A branch snaps with a whip-crack

high over your right shoulder.  You bolt upright

in bed, knowing what that sound portends -- 

no time to leap aside if it’s aimed at you.

Underground, that’s where you should have slept,

huddled in some den like a rabbit or bear.

You should have cut the damn trees down.


Then the heavy swish and slip, the shudder

as half the tree and its ice-cloak slam the ground.

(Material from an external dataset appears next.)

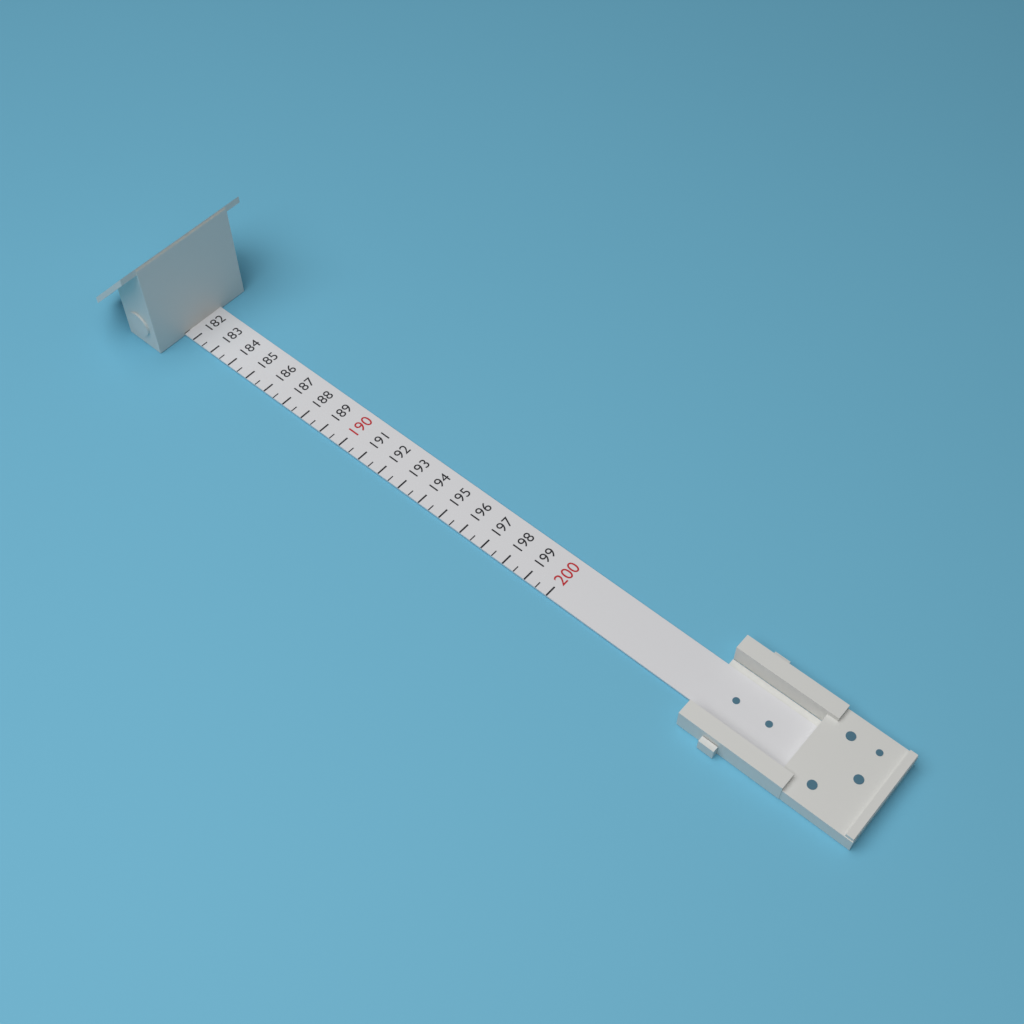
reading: 181.5 (no unit)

Your heart’s stutter in the moment before 

you know this death has spared you, though 

the night has many more hours, many more trees 

to fall, and you will lie awake, anticipate them all.



*


Fog Fills the Winter Valley


Fog fills the winter valley, 

wine in a silver cup.


Its silence echoes 

what the stars won’t tell;


its scent is clean and brisk

as snow.  I part my lips 


and taste it on my tongue.

I could die of thirst 


before I drink enough

of the fog and of this world 


with its soft and its rough, 

its jagged mornings


and tender nights,

the moon leaning down


to witness our brief lives,

as we flicker like fireflies


through the haze 

that envelops us.


The fog slips down my throat

like smoke.  Never


enough.

Rebecca Baggett is the author of the prize-winning collection, The Woman Who Lives Without Money (Regal House Publishing, 2022) and four chapbooks.  Recent work appears in Asheville Poetry Review, Poetry Daily, Salt, The Southern Review, and The Sun.  She lives with her husband, Elmer Clark, in Athens, Georgia, where she stewards Little Free Library #110,420 and plants native gardens.